Around 1928, she and her husband moved to live with their daughter in Auburn, NY, where she died. She is buried in McConnelsville Cemetery, McConnelsville.


THERE’S NO ONE LIKE MY SAVIOUR – RH 622 composed by E.E Hewitt


Eliza Edmunds Hewitt (June 28, 1851 – April 24, 1920), also known as Eliza Jane Hewitt, was an American hymn writer, teacher and Presbyterian. She was the author of numerous Christian religious songs. In the beginning, she was active in Olivet Presbyterian Church in Philadelphia. Later she joined the Calvin Presbyterian Church, where she taught the primary class in Sunday school until her death.

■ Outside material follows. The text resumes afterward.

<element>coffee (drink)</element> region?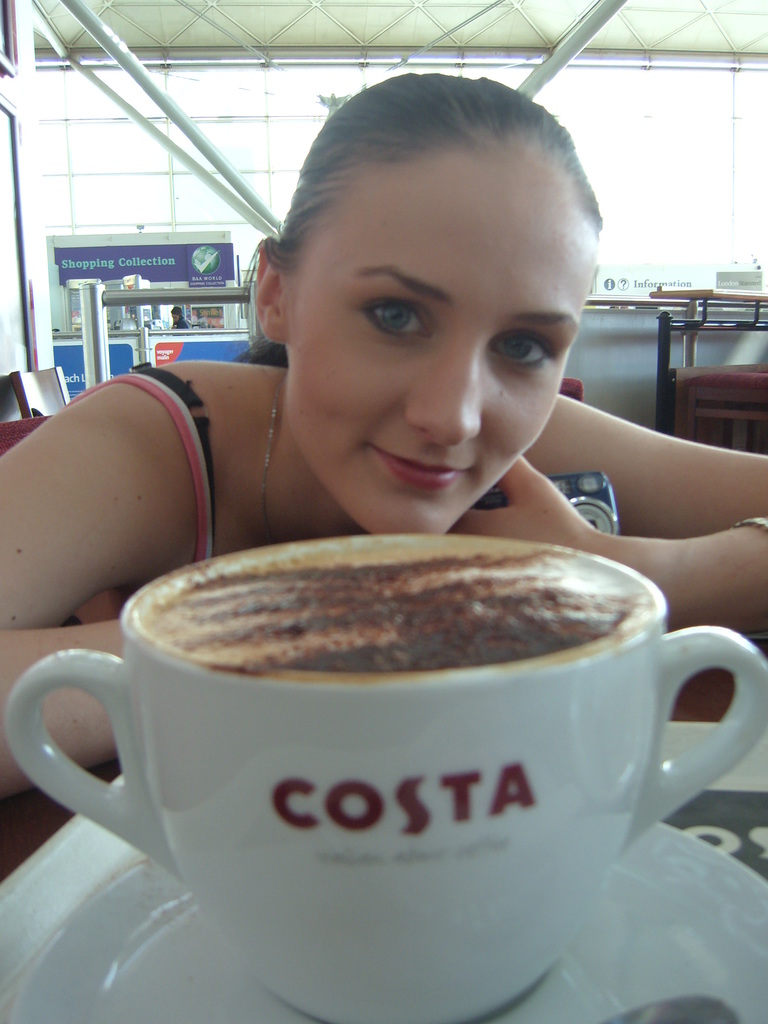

Born on June 28, 1851, in Philadelphia, Pennsylvania, Eliza Edmunds Hewitt was the daughter of sea Capt. James Stratton Hewitt and his wife Zeruiah Stites Edmunds. She completed her school education at the Girls’ Normal School in Philadelphia where she graduated as a valedictorian of her class. She later started teaching at the Northern Home for Friendless Children, but her professional career was cut short by a serious spinal problem, in 1887, caused by a student who struck her across the back with a heavy slate for being disciplined. As a result, she was put in a heavy cast for six months. Though she partially recovered, she remained an invalid for an extended period of her life. During her prolonged convalescence, she studied English literature and started writing poems for the primary department of her church. She soon became a prolific writer of children’s verses.
Despite her health problems, she showed interest in Sunday school work. She began teaching the primary class in Sunday schools. She prepared study materials for Sunday schools and regularly contributed for children’s periodicals.